Hong Kong is a city that I fell in love with five years ago when I worked there with Oxfam Hong Kong and one I visited recently.

Hong Kong promotes and rewards efficiency, cleanliness and creativity. This is evident in the integrated design of the public transport system that is regular, clean, safe, and on time. I missed a bus and I was informed the next one was ‘four minutes’ away.

There are downsides to Hong Kong. One of these has become the increasing reliance on air conditioning set at a temperature of about 21 degrees.

Historically, buildings in Hong Kong have been designed to keep naturally cool but over the last 20 years this has changed and increasing reliance on aircon means residents switch on the units soon as they walk through the door.

This creates noise and heat for immediate neighbours who respond by shutting windows and switching on the air con. Today, up to 60 percent of Hong Kong’s electricity is used on air conditioning.

Just how much the city relies on this technology was highlighted in an attempt to have a ‘no air con night’. The idea was to encourage residents to turn off the air conditioning to promote alternative ways to cool down and limit the noise pollution.

The night was not quite successful with only 50,000 households taking part in a city of seven million residents.

The problem is that the air conditioning units are actually made the city hotter as heat that comes out of them gets trapped between buildings. The response is that more people get air conditioning and the spiral continues.

There are now about 20 hotspots that do not get below 28 degrees either during the day or night all year round.
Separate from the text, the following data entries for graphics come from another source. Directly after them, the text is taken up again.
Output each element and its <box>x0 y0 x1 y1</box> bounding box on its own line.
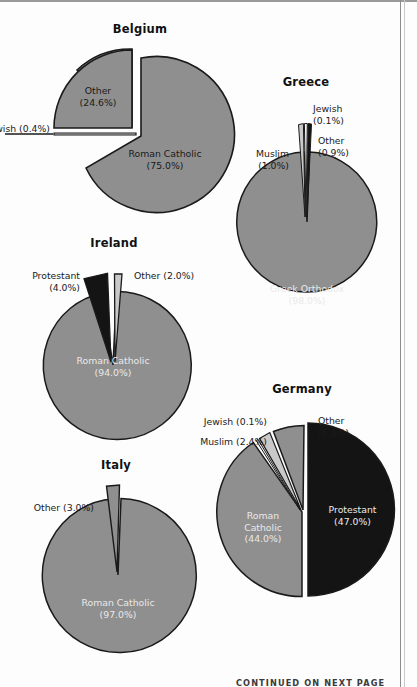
label-germany-other: Other (6.5%) <box>318 415 349 438</box>
label-ireland-roman-catholic-name: Roman Catholic <box>76 355 149 366</box>
label-italy-roman-catholic-pct: (97.0%) <box>100 609 137 620</box>
label-ireland-other: Other (2.0%) <box>134 270 194 282</box>
label-ireland-protestant: Protestant (4.0%) <box>0 270 80 293</box>
label-ireland-roman-catholic-pct: (94.0%) <box>95 367 132 378</box>
label-belgium-other-pct: (24.6%) <box>80 97 117 108</box>
label-ireland-protestant-pct: (4.0%) <box>49 282 80 293</box>
label-greece-orthodox: Greek Orthodox (98.0%) <box>252 283 362 306</box>
label-ireland-roman-catholic: Roman Catholic (94.0%) <box>63 355 163 378</box>
label-greece-muslim-pct: (1.0%) <box>258 160 289 171</box>
label-greece-other: Other (0.9%) <box>318 135 349 158</box>
label-greece-orthodox-pct: (98.0%) <box>289 295 326 306</box>
label-greece-orthodox-name: Greek Orthodox <box>270 283 344 294</box>
chart-title-germany: Germany <box>252 382 352 396</box>
slice-jewish <box>54 133 136 135</box>
label-greece-muslim-name: Muslim <box>256 148 289 159</box>
chart-title-greece: Greece <box>256 75 356 89</box>
label-italy-other: Other (3.0%) <box>0 502 94 514</box>
label-belgium-other-name: Other <box>85 85 111 96</box>
pie-chart-italy: Italy Other (3.0%) Roman Catholic (97.0%… <box>0 445 220 687</box>
label-belgium-jewish: Jewish (0.4%) <box>0 123 50 135</box>
label-germany-roman-catholic: Roman Catholic (44.0%) <box>226 510 300 545</box>
pie-chart-germany: Germany Jewish (0.1%) Muslim (2.4%) Othe… <box>190 382 417 632</box>
label-germany-roman-catholic-pct: (44.0%) <box>245 533 282 544</box>
chart-title-ireland: Ireland <box>64 236 164 250</box>
label-germany-protestant-pct: (47.0%) <box>334 516 371 527</box>
label-greece-other-pct: (0.9%) <box>318 147 349 158</box>
label-germany-protestant: Protestant (47.0%) <box>310 504 395 527</box>
slice-roman-catholic <box>42 499 196 653</box>
figure-page: Belgium Other (24.6%) Roman Catholic (75… <box>0 0 417 687</box>
label-germany-other-name: Other <box>318 415 344 426</box>
chart-title-italy: Italy <box>66 458 166 472</box>
label-germany-catholic: Catholic <box>244 522 282 533</box>
chart-title-belgium: Belgium <box>90 22 190 36</box>
label-greece-muslim: Muslim (1.0%) <box>210 148 289 171</box>
continued-note: CONTINUED ON NEXT PAGE <box>236 678 385 687</box>
label-belgium-roman-catholic-pct: (75.0%) <box>147 160 184 171</box>
label-greece-other-name: Other <box>318 135 344 146</box>
label-greece-jewish-pct: (0.1%) <box>313 115 344 126</box>
label-greece-jewish-name: Jewish <box>313 103 342 114</box>
label-italy-roman-catholic-name: Roman Catholic <box>81 597 154 608</box>
label-germany-roman: Roman <box>247 510 279 521</box>
label-ireland-protestant-name: Protestant <box>32 270 80 281</box>
label-belgium-other: Other (24.6%) <box>63 85 133 108</box>
label-greece-jewish: Jewish (0.1%) <box>313 103 344 126</box>
label-belgium-roman-catholic-name: Roman Catholic <box>128 148 201 159</box>
label-germany-jewish: Jewish (0.1%) <box>170 416 267 428</box>
label-italy-roman-catholic: Roman Catholic (97.0%) <box>68 597 168 620</box>
label-germany-other-pct: (6.5%) <box>318 427 349 438</box>
label-germany-protestant-name: Protestant <box>329 504 377 515</box>
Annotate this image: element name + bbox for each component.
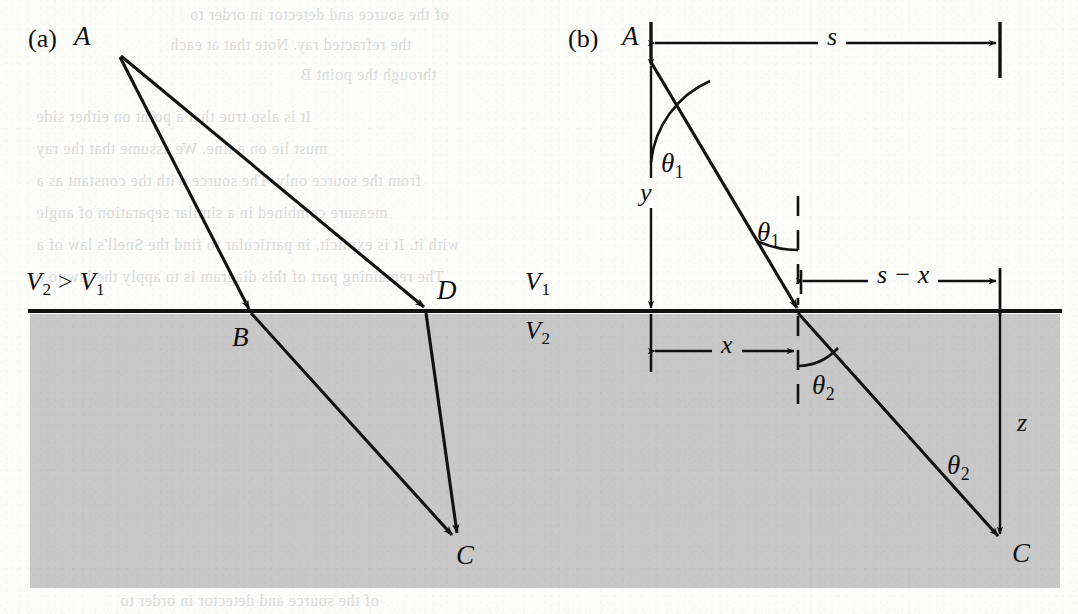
point-label-b: B — [232, 322, 249, 353]
angle-label-theta2-at-interface: θ2 — [812, 370, 835, 405]
velocity-subscript-2: 2 — [42, 280, 51, 299]
theta1-glyph-source: θ — [661, 148, 674, 178]
point-label-c-panel-a: C — [456, 540, 474, 571]
point-label-a-panel-a: A — [74, 21, 91, 52]
point-label-a-panel-b: A — [622, 21, 639, 52]
theta2-glyph-ray: θ — [947, 450, 960, 480]
angle-label-theta1-at-interface: θ1 — [757, 217, 780, 252]
velocity-symbol-fast: V — [26, 267, 42, 296]
dimension-label-s-minus-x: s − x — [868, 260, 938, 290]
point-label-c-panel-b: C — [1012, 538, 1030, 569]
dimension-label-s: s — [818, 22, 846, 52]
ray-a-to-b — [120, 57, 249, 309]
medium-2-shaded-region — [30, 314, 1060, 588]
velocity-v1-symbol: V — [525, 267, 541, 296]
panel-b-label: (b) — [568, 24, 598, 54]
velocity-comparator: > — [51, 267, 80, 296]
ray-a-to-d — [121, 56, 424, 307]
velocity-label-v2: V2 — [525, 316, 550, 349]
panel-a-label: (a) — [28, 24, 57, 54]
velocity-v2-subscript: 2 — [541, 329, 550, 348]
theta1-glyph-interface: θ — [757, 217, 770, 247]
theta1-subscript-source: 1 — [674, 162, 683, 182]
dimension-label-z: z — [1010, 408, 1034, 438]
theta1-subscript-interface: 1 — [770, 231, 779, 251]
velocity-v2-symbol: V — [525, 316, 541, 345]
velocity-relation-label: V2>V1 — [26, 267, 105, 300]
figure-page: of the source and detector in order to t… — [0, 0, 1078, 614]
point-label-d: D — [437, 275, 457, 306]
theta2-glyph-interface: θ — [812, 370, 825, 400]
velocity-subscript-1: 1 — [96, 280, 105, 299]
velocity-symbol-slow: V — [80, 267, 96, 296]
theta2-subscript-ray: 2 — [960, 464, 969, 484]
velocity-label-v1: V1 — [525, 267, 550, 300]
ray-b-incident — [651, 62, 797, 308]
diagram-canvas — [0, 0, 1078, 614]
dimension-label-x: x — [712, 330, 742, 360]
velocity-v1-subscript: 1 — [541, 280, 550, 299]
angle-label-theta2-along-ray: θ2 — [947, 450, 970, 485]
theta2-subscript-interface: 2 — [825, 384, 834, 404]
dimension-label-y: y — [633, 178, 659, 208]
angle-label-theta1-at-source: θ1 — [661, 148, 684, 183]
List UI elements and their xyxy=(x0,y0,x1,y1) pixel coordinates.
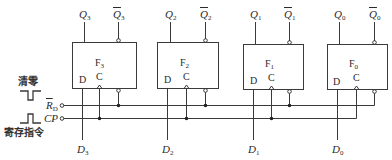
f0-c-pin: C xyxy=(353,72,360,84)
output-q0-bar-label: Q0 xyxy=(369,8,380,24)
flip-flop-f3-name: F3 xyxy=(95,57,104,72)
output-q3-label: Q3 xyxy=(79,8,90,24)
f1-d-pin: D xyxy=(250,75,257,87)
output-q2-label: Q2 xyxy=(165,8,176,24)
input-d1-label: D1 xyxy=(248,143,259,159)
clear-pulse-label: 清零 xyxy=(18,76,38,88)
f3-d-pin: D xyxy=(79,74,86,86)
input-d0-label: D0 xyxy=(332,143,343,159)
flip-flop-f2-name: F2 xyxy=(180,57,189,72)
f2-c-pin: C xyxy=(183,71,190,83)
input-d3-label: D3 xyxy=(77,143,88,159)
store-pulse-label: 寄存指令 xyxy=(4,127,44,139)
output-q2-bar-label: Q2 xyxy=(200,8,211,24)
output-q1-bar-label: Q1 xyxy=(284,8,295,24)
clock-input-label: CP xyxy=(44,112,58,124)
f3-c-pin: C xyxy=(96,71,103,83)
output-q0-label: Q0 xyxy=(334,8,345,24)
output-q1-label: Q1 xyxy=(250,8,261,24)
flip-flop-f1-name: F1 xyxy=(265,58,274,73)
f1-c-pin: C xyxy=(268,72,275,84)
f2-d-pin: D xyxy=(164,74,171,86)
flip-flop-f0-name: F0 xyxy=(349,58,358,73)
output-q3-bar-label: Q3 xyxy=(113,8,124,24)
f0-d-pin: D xyxy=(333,76,340,88)
input-d2-label: D2 xyxy=(162,143,173,159)
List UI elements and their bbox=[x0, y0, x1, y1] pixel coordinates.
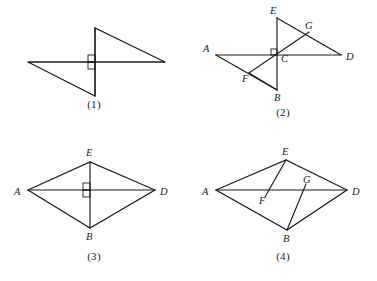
segment-through-F bbox=[249, 73, 277, 90]
figure-3-caption: (3) bbox=[0, 250, 188, 262]
rhombus-outline bbox=[216, 160, 347, 230]
label-C: C bbox=[281, 53, 289, 64]
right-angle-mark-lower bbox=[83, 190, 90, 197]
right-angle-mark-lower bbox=[88, 62, 95, 69]
label-D: D bbox=[345, 51, 354, 62]
label-D: D bbox=[159, 186, 168, 197]
label-E: E bbox=[85, 147, 93, 158]
label-G: G bbox=[305, 20, 313, 31]
label-F: F bbox=[258, 195, 266, 206]
figure-2: A D E B C F G (2) bbox=[189, 0, 377, 140]
right-angle-mark-upper bbox=[88, 55, 95, 62]
figure-3: A D E B (3) bbox=[0, 140, 188, 280]
geometry-figure-sheet: (1) A D E B C F G (2) bbox=[0, 0, 377, 281]
figure-1: (1) bbox=[0, 0, 188, 140]
label-D: D bbox=[351, 186, 360, 197]
label-A: A bbox=[201, 186, 209, 197]
figure-4-caption: (4) bbox=[189, 250, 377, 262]
segment-EF bbox=[265, 160, 286, 197]
figure-1-caption: (1) bbox=[0, 98, 188, 110]
upper-triangle-path bbox=[95, 28, 165, 62]
figure-2-caption: (2) bbox=[189, 106, 377, 118]
figure-4: A D E B F G (4) bbox=[189, 140, 377, 280]
right-angle-mark-upper bbox=[83, 183, 90, 190]
label-B: B bbox=[283, 233, 290, 244]
label-B: B bbox=[86, 231, 93, 242]
label-E: E bbox=[281, 146, 289, 157]
figure-2-drawing: A D E B C F G bbox=[189, 0, 377, 140]
label-E: E bbox=[269, 5, 277, 16]
segment-through-G bbox=[249, 32, 309, 73]
figure-1-drawing bbox=[0, 0, 188, 140]
label-A: A bbox=[13, 186, 21, 197]
label-B: B bbox=[274, 92, 281, 103]
label-G: G bbox=[303, 174, 311, 185]
lower-triangle-path bbox=[28, 62, 95, 96]
label-A: A bbox=[202, 43, 210, 54]
rhombus-outline bbox=[28, 162, 155, 228]
label-F: F bbox=[241, 73, 249, 84]
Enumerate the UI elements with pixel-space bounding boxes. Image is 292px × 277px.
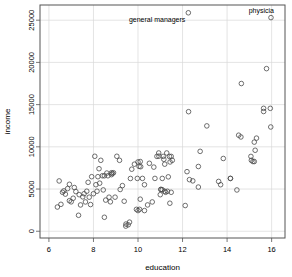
data-point xyxy=(95,189,100,194)
data-point xyxy=(185,169,190,174)
point-annotations: general managersphysicia xyxy=(129,7,274,24)
data-point xyxy=(254,136,259,141)
grid-lines xyxy=(40,5,285,238)
data-point xyxy=(128,176,133,181)
y-axis-title: income xyxy=(3,108,12,134)
data-point xyxy=(221,156,226,161)
plot-canvas: 6810121416 0500010000150002000025000 gen… xyxy=(0,0,292,277)
y-axis-ticks: 0500010000150002000025000 xyxy=(28,10,41,234)
data-point xyxy=(129,167,134,172)
y-tick-label: 10000 xyxy=(28,136,37,157)
data-point xyxy=(71,196,76,201)
data-point xyxy=(198,149,203,154)
data-point xyxy=(261,109,266,114)
scatterplot-figure: 6810121416 0500010000150002000025000 gen… xyxy=(0,0,292,277)
x-tick-label: 16 xyxy=(267,245,275,254)
data-point xyxy=(140,176,145,181)
data-point xyxy=(59,202,64,207)
data-point xyxy=(142,208,147,213)
data-point xyxy=(168,201,173,206)
x-tick-label: 14 xyxy=(223,245,231,254)
data-point xyxy=(86,180,91,185)
data-point xyxy=(196,185,201,190)
data-point xyxy=(76,213,81,218)
data-point xyxy=(186,10,191,15)
data-point xyxy=(186,109,191,114)
y-tick-label: 0 xyxy=(28,229,37,233)
data-point xyxy=(142,182,147,187)
data-point xyxy=(65,186,70,191)
data-point xyxy=(99,158,104,163)
data-point xyxy=(196,164,201,169)
data-point xyxy=(97,166,102,171)
data-point xyxy=(108,200,113,205)
data-point xyxy=(83,200,88,205)
data-point xyxy=(78,203,83,208)
y-tick-label: 15000 xyxy=(28,94,37,115)
data-point xyxy=(135,176,140,181)
x-tick-label: 8 xyxy=(91,245,95,254)
data-point xyxy=(88,202,93,207)
data-point xyxy=(253,148,258,153)
x-tick-label: 10 xyxy=(134,245,142,254)
data-point xyxy=(96,174,101,179)
data-point xyxy=(205,124,210,129)
data-point xyxy=(138,197,143,202)
data-point xyxy=(107,195,112,200)
data-point xyxy=(228,176,233,181)
data-point xyxy=(117,158,122,163)
data-points-layer xyxy=(55,10,273,228)
plot-frame xyxy=(40,5,285,238)
data-point xyxy=(150,200,155,205)
data-point xyxy=(183,203,188,208)
data-point xyxy=(162,157,167,162)
x-tick-label: 12 xyxy=(178,245,186,254)
data-point xyxy=(268,125,273,130)
data-point xyxy=(162,162,167,167)
y-tick-label: 20000 xyxy=(28,52,37,73)
data-point xyxy=(102,215,107,220)
point-label: general managers xyxy=(129,16,186,24)
data-point xyxy=(120,183,125,188)
data-point xyxy=(122,199,127,204)
data-point xyxy=(152,165,157,170)
data-point xyxy=(145,203,150,208)
data-point xyxy=(158,192,163,197)
point-label: physicia xyxy=(249,7,274,15)
y-tick-label: 25000 xyxy=(28,10,37,31)
data-point xyxy=(239,81,244,86)
y-tick-label: 5000 xyxy=(28,181,37,198)
data-point xyxy=(67,182,72,187)
data-point xyxy=(84,189,89,194)
data-point xyxy=(269,15,274,20)
x-tick-label: 6 xyxy=(47,245,51,254)
data-point xyxy=(153,176,158,181)
data-point xyxy=(166,175,171,180)
data-point xyxy=(101,188,106,193)
x-axis-title: education xyxy=(145,263,180,272)
data-point xyxy=(264,66,269,71)
data-point xyxy=(113,195,118,200)
data-point xyxy=(235,188,240,193)
data-point xyxy=(160,176,165,181)
data-point xyxy=(147,161,152,166)
data-point xyxy=(57,179,62,184)
data-point xyxy=(87,195,92,200)
x-axis-ticks: 6810121416 xyxy=(47,238,276,254)
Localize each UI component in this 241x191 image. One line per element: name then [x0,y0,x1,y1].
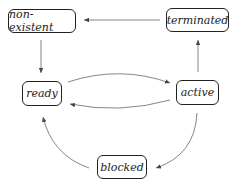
state-terminated: terminated [166,8,229,32]
arrow-blocked-to-ready [43,117,89,168]
state-label: ready [26,87,58,100]
arrow-active-to-blocked [156,113,197,168]
state-blocked: blocked [97,155,147,179]
arrow-ready-to-active [68,74,170,83]
state-label: non-existent [9,8,75,34]
arrow-active-to-ready [70,100,170,108]
state-label: active [181,86,214,99]
state-non-existent: non-existent [8,9,76,33]
state-label: terminated [167,14,229,27]
state-label: blocked [100,161,144,174]
state-active: active [176,80,219,105]
state-ready: ready [22,81,62,106]
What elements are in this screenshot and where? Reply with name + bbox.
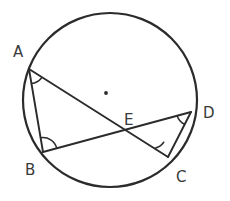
vertex-label-e: E: [124, 111, 133, 129]
circumscribing-circle: [23, 13, 197, 187]
geometry-canvas: A B C D E: [0, 0, 230, 201]
chord-BD: [43, 112, 191, 152]
chord-AC: [29, 69, 168, 157]
angle-marker-C: [155, 142, 164, 148]
angle-markers-group: [32, 78, 185, 148]
vertex-label-d: D: [203, 104, 215, 122]
chords-group: [29, 69, 191, 157]
angle-marker-D: [177, 116, 184, 124]
vertex-label-b: B: [25, 161, 35, 179]
chord-CD: [168, 112, 191, 157]
chord-AB: [29, 69, 43, 152]
angle-marker-A: [32, 78, 42, 84]
geometry-figure: A B C D E: [0, 0, 230, 201]
vertex-label-a: A: [13, 43, 24, 61]
circle-center-dot: [104, 91, 108, 95]
vertex-label-c: C: [176, 168, 186, 186]
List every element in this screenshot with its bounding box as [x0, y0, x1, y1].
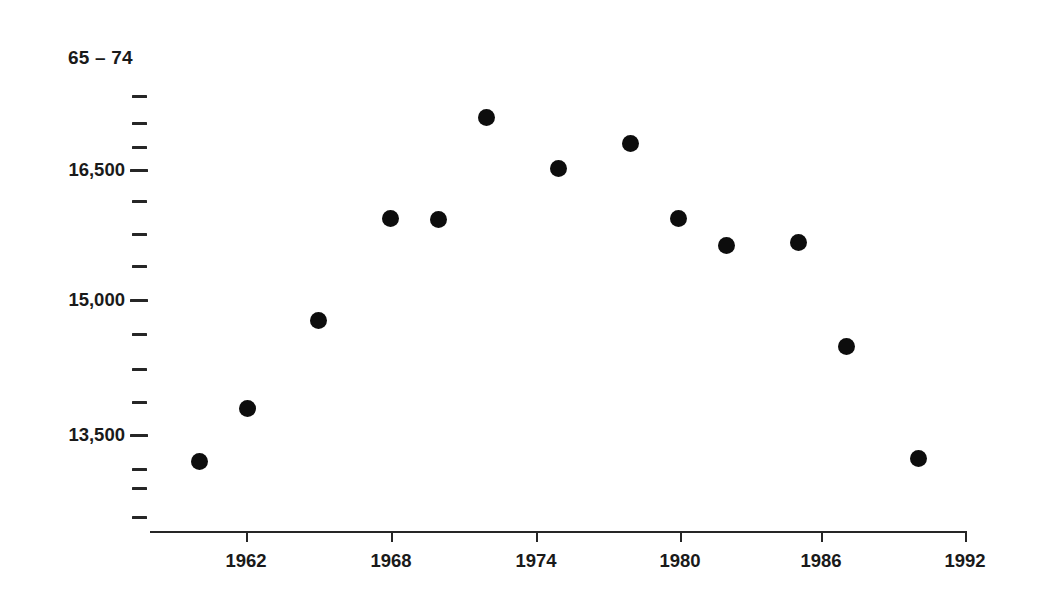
y-tick-mark-minor: [132, 122, 147, 125]
y-tick-mark-minor: [132, 468, 147, 471]
data-point: [910, 450, 927, 467]
data-point: [430, 211, 447, 228]
x-tick-mark-1986: [821, 531, 823, 542]
y-tick-mark-major-13500: [130, 434, 148, 437]
chart-title: 65 – 74: [68, 47, 133, 69]
x-tick-mark-1974: [536, 531, 538, 542]
x-tick-mark-1968: [391, 531, 393, 542]
y-tick-label-15000: 15,000: [20, 289, 125, 311]
x-tick-mark-1980: [680, 531, 682, 542]
x-tick-label-1962: 1962: [196, 550, 296, 572]
x-axis-line: [150, 531, 967, 533]
x-tick-label-1980: 1980: [630, 550, 730, 572]
y-tick-mark-major-16500: [130, 169, 148, 172]
x-tick-mark-1992: [965, 531, 967, 542]
y-tick-mark-major-15000: [130, 299, 148, 302]
y-tick-mark-minor: [132, 233, 147, 236]
data-point: [191, 453, 208, 470]
y-tick-mark-minor: [132, 368, 147, 371]
y-tick-mark-minor: [132, 146, 147, 149]
x-tick-label-1986: 1986: [771, 550, 871, 572]
y-tick-label-13500: 13,500: [20, 424, 125, 446]
y-tick-mark-minor: [132, 200, 147, 203]
data-point: [239, 400, 256, 417]
y-tick-label-16500: 16,500: [20, 159, 125, 181]
x-tick-label-1992: 1992: [915, 550, 1015, 572]
data-point: [790, 234, 807, 251]
data-point: [718, 237, 735, 254]
data-point: [310, 312, 327, 329]
y-tick-mark-minor: [132, 265, 147, 268]
y-tick-mark-minor: [132, 516, 147, 519]
data-points-layer: [0, 0, 1039, 611]
y-tick-mark-minor: [132, 401, 147, 404]
y-tick-mark-minor: [132, 487, 147, 490]
data-point: [622, 135, 639, 152]
data-point: [550, 160, 567, 177]
x-tick-mark-1962: [246, 531, 248, 542]
scatter-chart: 65 – 74 16,500 15,000 13,500 1962 1968 1…: [0, 0, 1039, 611]
y-tick-mark-minor: [132, 333, 147, 336]
data-point: [838, 338, 855, 355]
x-tick-label-1968: 1968: [341, 550, 441, 572]
y-tick-mark-minor: [132, 95, 147, 98]
x-tick-label-1974: 1974: [486, 550, 586, 572]
data-point: [382, 210, 399, 227]
data-point: [478, 109, 495, 126]
data-point: [670, 210, 687, 227]
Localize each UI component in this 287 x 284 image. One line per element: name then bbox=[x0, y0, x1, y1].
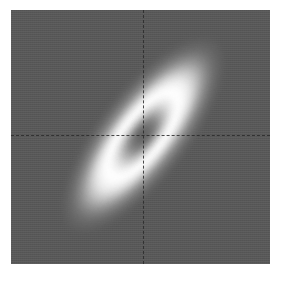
vertical-reference-line bbox=[143, 10, 144, 264]
page-title bbox=[0, 21, 1, 22]
plot-area bbox=[11, 10, 270, 264]
contour-figure bbox=[0, 0, 287, 284]
horizontal-reference-line bbox=[11, 135, 270, 136]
This is a classic ‘progress trap’ – a term coined by historian Ronald Wright in his book The Short History of Progress.

A progress trap refers to aspects of our civilisation that have made us successful but can ultimately lead to our downfall.

We become so reliant on such technologies or processes that we cannot see a way around them: they seem natural and so we get stuck along this path even when the consequences become obvious.

This creates tunnel vision for policy-making and changes to this path seem too politically risky and radical – so they are best avoided.

Australia is confronting a number of its own progress traps with water allocations along the Murray-Darling Basin one example.

Whole communities have come to rely on the over-allocation of water rights that has made many (though not all) successful. As it has become increasingly obvious that the river is dying, any policy to reverse this has never been successfully implemented.

There is a need to remember that water is an important input to almost every industry: from agricultural production to mining exploration and site rehabilitation.

The history of industrial and agricultural water rights in Australia is complicated with details varying across states.

In general allocations are provided directly to users. While water agencies technically have the power to alter or cancel licences, this has rarely occurred and, water rights have come to be viewed by holders as rights in perpetuity.

By the 1970s it was evident that many water systems had been over-allocated. For example, in NSW water allocations were estimated to equal 120 percent of total available resources. Though reforms have been attempted at different times, these fail any sustainability requirements.

In 2009, The National Water Commission’s biennial report on water reform that was described as one of the “most dispiriting government reports ever compiled”.

Amongst other things, the Commission criticised the provision of assistance for irrigation infrastructure that if felt distorts the decision-making process for investors and irrigators.

I am not some inner city greenie demanding water cuts but trying to highlight the need to confront this issue.

There is a need for serious structural adjustment and despite promises made to irrigators as late as the 1960s that water supply would be continuous, this must change.

Important, however, is that these communities not be abandoned but have serious transition strategies implemented.

Alternatives are possible – and we need to find them or the Murray Darling will wither – and progress will cease altogether.

Excerpt of an article that fi9rst was publisghed in the Australian edition of Punh.

Dr James Arvanitakis is a lecturer in the Humanities at the University of Western Sydney and is a member of the University’s Centre for Cultural Research. His research areas include hope, trust, political theatre, comic books and citizenship and is currently working with the Whitlam Institute looking at issues confronting Australia’s democracy.